It’s one of the last days of warmth — I can feel it — before the cold is here to stay. When I head out for a run the air smells more like early spring than impending winter. If it weren’t for all the leaf blowers I might have believed it.
I’m listening to Casey McQuiston’s Red, White, & Royal Blue — my second time reading, first time with the audiobook — and it has me feeling teary all day. Love stories, the really really fucking good ones at least (and this is one of those), still do that for me. I’m not the same college freshman who would get lost reading posts on “Love Gives Me Hope” that led me to sob in front of my roommate at strangers’ three-sentence love stories, but I am not not that same girl either. If that makes any sense.
There’s a quote I’ve written about on here before that I dredged up again this morning from Maggie Stiefvater’s The Raven Cycle Series: “Blue was perfectly aware that it was possible to have a friendship that wasn’t all-encompassing, that wasn’t blinding, deafening, maddening, quickening. It was just that now that she’d had this kind, she didn’t want the other.”
The words felt like air, alive and true in this present moment fresh after a week with my friends. But then also, completely nostalgic, far away, something you have in lofted beds and in communal bathrooms and in being twenty and not knowing any better and every moment after is just a battle to stay in that magic you took for granted. You win the battles, you find the magic again, but you need to do both on purpose.
When I got home this weekend, after a week and a half away, how wide my windows were surprised me. A whole wall of them looking out and there, with the trees bare for the season, I can see the gray lake better than ever before. When you first turn onto Horseshoe Bay Road from the top of the hill the view opens up and it takes your breath, every time. I felt it this time, too, home. When I stepped out of the car I was reminded of what I’ve known for a long time: there is something about the air here. Clean and good for the heart.
I came here to plant myself. I made this move because it was starting to feel that my entire life was stalled because I was not even at the starting line anymore. Like the race I had run was done and I was just lapping in circles hoping the course would change on its own. I’m at the starting line now. I’m ready to be planted now. It takes time and I at once feel like I have buckets and years of it and also like it’s slipping through my fingers while I hesitate and call it patience.
There are many pearls in Red, White, & Royal Blue — here’s one:
“When Alex was a kid, before anyone knew his name, he dreamed of love like it was a fairy tale, as if it would come sweeping into his life on the back of a dragon one day. When he got older, he learned about love as a strange thing that could fall apart no matter how badly you wanted it, a choice you make anyway. He never imagined it’d turn out he was right both times.”
I think a lot about intention and accountability and, when I can’t help it, I think about them when I have been in love. The romantic, good, soul-encompassing kind that my past selves have worshipped — the kind I wonder if it was real, know it was, and hope in the deepest part of my heart that I will be proven wrong. That there is something more true and beautiful than my love stories already lived.
My brain is flickering, trying not to short-out after being fried last week. An emotional barrage with four years of build-up. I haven’t quite recovered yet so when I hear, “History, huh?” I cry.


[EXERCISE DESCRIPTION]:
Extract the records in full, leaving every picture out.

-- GIVEN RECORDS follows --

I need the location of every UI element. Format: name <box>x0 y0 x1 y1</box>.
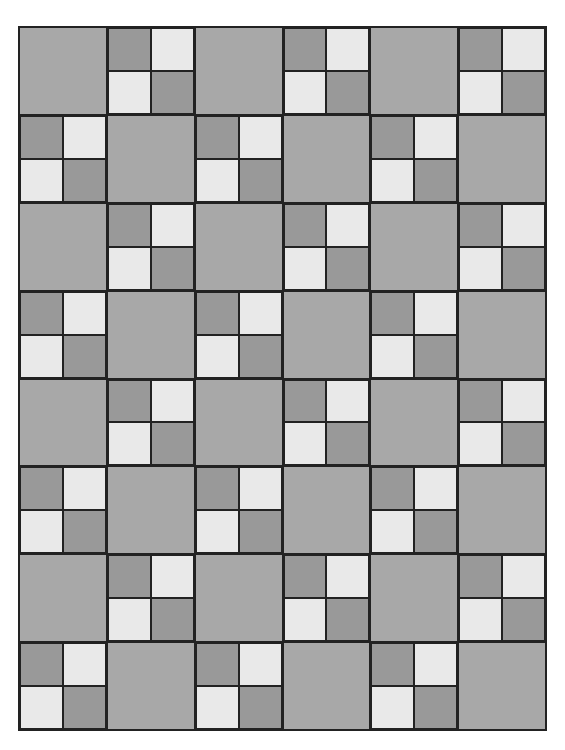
four-patch-block <box>195 466 283 554</box>
light-patch <box>502 380 545 423</box>
dark-patch <box>414 510 457 553</box>
square-block <box>195 27 283 115</box>
square-block <box>370 554 458 642</box>
dark-patch <box>63 510 106 553</box>
four-patch-block <box>458 379 546 467</box>
square-block <box>283 466 371 554</box>
light-patch <box>151 204 194 247</box>
four-patch-block <box>283 379 371 467</box>
four-patch-block <box>19 466 107 554</box>
square-block <box>283 642 371 730</box>
light-patch <box>371 686 414 729</box>
four-patch-block <box>107 203 195 291</box>
light-patch <box>502 555 545 598</box>
light-patch <box>108 247 151 290</box>
light-patch <box>414 643 457 686</box>
square-block <box>370 203 458 291</box>
dark-patch <box>196 467 239 510</box>
square-block <box>107 466 195 554</box>
light-patch <box>371 335 414 378</box>
dark-patch <box>20 292 63 335</box>
light-patch <box>326 555 369 598</box>
square-block <box>370 379 458 467</box>
light-patch <box>326 28 369 71</box>
light-patch <box>502 204 545 247</box>
dark-patch <box>326 247 369 290</box>
square-block <box>195 379 283 467</box>
square-block <box>458 466 546 554</box>
dark-patch <box>459 204 502 247</box>
square-block <box>370 27 458 115</box>
four-patch-block <box>370 466 458 554</box>
four-patch-block <box>458 554 546 642</box>
light-patch <box>284 598 327 641</box>
dark-patch <box>371 643 414 686</box>
four-patch-block <box>19 291 107 379</box>
dark-patch <box>502 247 545 290</box>
dark-patch <box>196 116 239 159</box>
four-patch-block <box>283 203 371 291</box>
light-patch <box>459 422 502 465</box>
dark-patch <box>239 159 282 202</box>
dark-patch <box>326 598 369 641</box>
dark-patch <box>414 686 457 729</box>
light-patch <box>63 292 106 335</box>
quilt-grid <box>18 26 547 731</box>
four-patch-block <box>107 27 195 115</box>
dark-patch <box>239 510 282 553</box>
four-patch-block <box>370 115 458 203</box>
dark-patch <box>63 335 106 378</box>
dark-patch <box>284 380 327 423</box>
square-block <box>458 642 546 730</box>
square-block <box>458 115 546 203</box>
four-patch-block <box>195 115 283 203</box>
dark-patch <box>502 598 545 641</box>
square-block <box>283 115 371 203</box>
light-patch <box>239 116 282 159</box>
square-block <box>19 27 107 115</box>
dark-patch <box>151 422 194 465</box>
dark-patch <box>371 116 414 159</box>
dark-patch <box>108 380 151 423</box>
dark-patch <box>502 71 545 114</box>
dark-patch <box>108 28 151 71</box>
light-patch <box>108 422 151 465</box>
dark-patch <box>151 71 194 114</box>
dark-patch <box>459 28 502 71</box>
light-patch <box>20 335 63 378</box>
four-patch-block <box>283 27 371 115</box>
light-patch <box>371 510 414 553</box>
light-patch <box>414 292 457 335</box>
light-patch <box>239 643 282 686</box>
light-patch <box>196 335 239 378</box>
square-block <box>19 554 107 642</box>
light-patch <box>326 380 369 423</box>
light-patch <box>371 159 414 202</box>
dark-patch <box>239 686 282 729</box>
light-patch <box>63 643 106 686</box>
square-block <box>107 291 195 379</box>
light-patch <box>284 71 327 114</box>
dark-patch <box>239 335 282 378</box>
dark-patch <box>63 686 106 729</box>
light-patch <box>502 28 545 71</box>
dark-patch <box>414 335 457 378</box>
light-patch <box>63 116 106 159</box>
dark-patch <box>326 422 369 465</box>
four-patch-block <box>195 291 283 379</box>
dark-patch <box>459 380 502 423</box>
light-patch <box>239 467 282 510</box>
light-patch <box>459 598 502 641</box>
dark-patch <box>63 159 106 202</box>
dark-patch <box>371 467 414 510</box>
light-patch <box>20 686 63 729</box>
light-patch <box>459 71 502 114</box>
dark-patch <box>20 116 63 159</box>
four-patch-block <box>370 642 458 730</box>
light-patch <box>196 510 239 553</box>
light-patch <box>108 598 151 641</box>
dark-patch <box>414 159 457 202</box>
dark-patch <box>284 28 327 71</box>
dark-patch <box>196 292 239 335</box>
dark-patch <box>326 71 369 114</box>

-- GIVEN RECORDS concluded --

[SOLUTION TO THE PROBLEM]:
I need the location of every UI element. Format: name <box>x0 y0 x1 y1</box>.
four-patch-block <box>195 466 283 554</box>
light-patch <box>502 380 545 423</box>
dark-patch <box>414 510 457 553</box>
square-block <box>195 27 283 115</box>
square-block <box>370 554 458 642</box>
dark-patch <box>63 510 106 553</box>
four-patch-block <box>458 379 546 467</box>
square-block <box>283 466 371 554</box>
light-patch <box>151 204 194 247</box>
four-patch-block <box>283 379 371 467</box>
four-patch-block <box>19 466 107 554</box>
square-block <box>283 642 371 730</box>
light-patch <box>371 686 414 729</box>
four-patch-block <box>107 203 195 291</box>
light-patch <box>502 555 545 598</box>
light-patch <box>108 247 151 290</box>
light-patch <box>414 643 457 686</box>
square-block <box>370 203 458 291</box>
dark-patch <box>196 467 239 510</box>
square-block <box>107 466 195 554</box>
light-patch <box>371 335 414 378</box>
dark-patch <box>20 292 63 335</box>
light-patch <box>326 555 369 598</box>
square-block <box>370 379 458 467</box>
light-patch <box>326 28 369 71</box>
light-patch <box>502 204 545 247</box>
dark-patch <box>326 247 369 290</box>
square-block <box>195 379 283 467</box>
square-block <box>458 466 546 554</box>
dark-patch <box>459 204 502 247</box>
square-block <box>370 27 458 115</box>
four-patch-block <box>370 466 458 554</box>
four-patch-block <box>458 554 546 642</box>
light-patch <box>284 598 327 641</box>
dark-patch <box>371 643 414 686</box>
four-patch-block <box>19 291 107 379</box>
dark-patch <box>502 247 545 290</box>
dark-patch <box>196 116 239 159</box>
four-patch-block <box>283 203 371 291</box>
light-patch <box>459 422 502 465</box>
dark-patch <box>239 159 282 202</box>
dark-patch <box>326 598 369 641</box>
dark-patch <box>414 686 457 729</box>
light-patch <box>63 292 106 335</box>
quilt-grid <box>18 26 547 731</box>
four-patch-block <box>107 27 195 115</box>
dark-patch <box>239 510 282 553</box>
four-patch-block <box>370 115 458 203</box>
dark-patch <box>63 335 106 378</box>
dark-patch <box>284 380 327 423</box>
square-block <box>458 642 546 730</box>
square-block <box>458 115 546 203</box>
four-patch-block <box>195 115 283 203</box>
dark-patch <box>502 598 545 641</box>
square-block <box>283 115 371 203</box>
light-patch <box>239 116 282 159</box>
square-block <box>19 27 107 115</box>
dark-patch <box>151 422 194 465</box>
dark-patch <box>371 116 414 159</box>
dark-patch <box>108 380 151 423</box>
dark-patch <box>502 71 545 114</box>
dark-patch <box>108 28 151 71</box>
light-patch <box>108 422 151 465</box>
dark-patch <box>151 71 194 114</box>
dark-patch <box>459 28 502 71</box>
light-patch <box>20 335 63 378</box>
four-patch-block <box>283 27 371 115</box>
light-patch <box>371 510 414 553</box>
light-patch <box>414 292 457 335</box>
light-patch <box>239 643 282 686</box>
light-patch <box>196 335 239 378</box>
square-block <box>19 554 107 642</box>
light-patch <box>326 380 369 423</box>
light-patch <box>371 159 414 202</box>
dark-patch <box>239 686 282 729</box>
light-patch <box>63 643 106 686</box>
square-block <box>107 291 195 379</box>
light-patch <box>284 71 327 114</box>
dark-patch <box>239 335 282 378</box>
dark-patch <box>63 686 106 729</box>
light-patch <box>502 28 545 71</box>
dark-patch <box>414 335 457 378</box>
light-patch <box>63 116 106 159</box>
dark-patch <box>326 422 369 465</box>
four-patch-block <box>195 291 283 379</box>
dark-patch <box>459 380 502 423</box>
light-patch <box>239 467 282 510</box>
light-patch <box>459 598 502 641</box>
dark-patch <box>63 159 106 202</box>
dark-patch <box>371 467 414 510</box>
light-patch <box>20 686 63 729</box>
light-patch <box>459 71 502 114</box>
dark-patch <box>20 116 63 159</box>
four-patch-block <box>370 642 458 730</box>
light-patch <box>196 510 239 553</box>
light-patch <box>108 598 151 641</box>
dark-patch <box>414 159 457 202</box>
dark-patch <box>284 28 327 71</box>
dark-patch <box>196 292 239 335</box>
dark-patch <box>326 71 369 114</box>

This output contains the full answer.